Can a Cell Phone Signal Booster Fix No Service?
Yes, it fixes one specific and common situation. If usable signal exists outside your home but dies on the way in, that's the exact job it was built for. If there's no usable signal outside at all, no booster will help, and we'd rather tell you that now than after you've bought one.
The system is three parts working in a chain. An outside antenna receives the signal from the tower, an amplifier boosts it, and an inside antenna broadcasts the stronger signal through your space. The chain runs in reverse too, so your phone's outgoing signal gets boosted on its way back to the tower.
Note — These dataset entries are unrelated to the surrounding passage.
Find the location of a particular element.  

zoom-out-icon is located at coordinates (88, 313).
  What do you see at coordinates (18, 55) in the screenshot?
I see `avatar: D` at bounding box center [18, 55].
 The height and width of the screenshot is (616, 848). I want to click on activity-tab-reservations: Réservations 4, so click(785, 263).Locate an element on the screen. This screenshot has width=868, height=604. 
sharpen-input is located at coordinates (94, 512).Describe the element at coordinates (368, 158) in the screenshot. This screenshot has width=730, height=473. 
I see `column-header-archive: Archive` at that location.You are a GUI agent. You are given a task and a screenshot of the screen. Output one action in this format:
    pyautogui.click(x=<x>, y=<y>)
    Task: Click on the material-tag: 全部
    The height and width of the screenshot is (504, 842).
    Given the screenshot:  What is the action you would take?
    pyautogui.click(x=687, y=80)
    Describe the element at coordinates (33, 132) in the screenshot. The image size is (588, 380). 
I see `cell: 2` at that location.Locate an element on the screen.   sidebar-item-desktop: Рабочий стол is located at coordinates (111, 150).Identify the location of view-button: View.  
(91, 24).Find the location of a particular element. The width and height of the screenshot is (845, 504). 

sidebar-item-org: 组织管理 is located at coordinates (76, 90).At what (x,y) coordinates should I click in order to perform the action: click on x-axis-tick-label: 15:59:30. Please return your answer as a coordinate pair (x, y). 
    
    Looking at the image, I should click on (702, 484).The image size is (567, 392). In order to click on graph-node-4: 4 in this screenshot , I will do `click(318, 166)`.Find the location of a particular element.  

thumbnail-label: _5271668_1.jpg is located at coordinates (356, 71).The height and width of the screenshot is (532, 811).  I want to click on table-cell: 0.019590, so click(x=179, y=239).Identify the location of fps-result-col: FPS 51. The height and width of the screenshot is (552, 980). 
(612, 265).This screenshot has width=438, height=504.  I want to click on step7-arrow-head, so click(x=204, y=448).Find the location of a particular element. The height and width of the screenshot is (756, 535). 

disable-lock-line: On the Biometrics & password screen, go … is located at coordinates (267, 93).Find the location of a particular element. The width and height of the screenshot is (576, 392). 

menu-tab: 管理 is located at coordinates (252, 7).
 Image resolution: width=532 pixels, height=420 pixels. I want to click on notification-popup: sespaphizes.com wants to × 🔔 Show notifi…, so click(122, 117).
Boosters can't manufacture coverage, and they can't fix congestion either, since more signal strength doesn't add capacity to a slammed tower. The FCC's consumer booster rules also require registering one with your wireless provider before use.
If your "No Service" pattern is the indoor one, that's the problem home signal boosters solve. Weak outdoor signal situations work too, they just need the right antenna setup.
When Switching Carriers Makes Sense
Switching is the right call when your provider consistently has no usable service in the places you actually live your life. Each carrier runs different towers, frequencies, and coverage strategies, so one network can be great at your house and useless at your office while a competitor is the reverse.
Before you switch, test the other network at your exact locations, borrowing a phone on that carrier for an afternoon if you can. Keep one thing in mind, though. If the problem is your building's construction, every carrier's signal fights the same walls, and switching won't change that.
Common No Service Troubleshooting Mistakes
Our support team sees the same handful of mistakes on repeat.
- Changing five settings at once. If service comes back, you'll have no idea what fixed it, so change one thing and test before moving on.
- Assuming "No Service" means a distant tower. Outages, SIM problems, account holds, and software bugs all wear the same disguise.
- Trusting the bars. Compare locations instead, and use dBm readings when you can get them.
- Deleting an eSIM as a first resort. Apple warns against it, and reinstalling one usually requires your carrier.
- Expecting a booster to fix a true dead zone. Boosters strengthen existing signal, they don't replace cell towers.
What to Do Next
If the steps above pointed at your SIM or your account, your carrier's support line is the right next call. If they pointed at your building, which is the most common answer we see, you have a fixable signal problem. Browse our home signal boosters, or the vehicle boosters if the trouble follows your truck or RV.
Not sure which direction to go? Call us at 1-888-974-8237, Monday through Friday, 9am to 5pm ET. We've been matching people to the right booster for over a decade, and if one won't fix your situation, we'll tell you that too. Orders $99 and up ship free.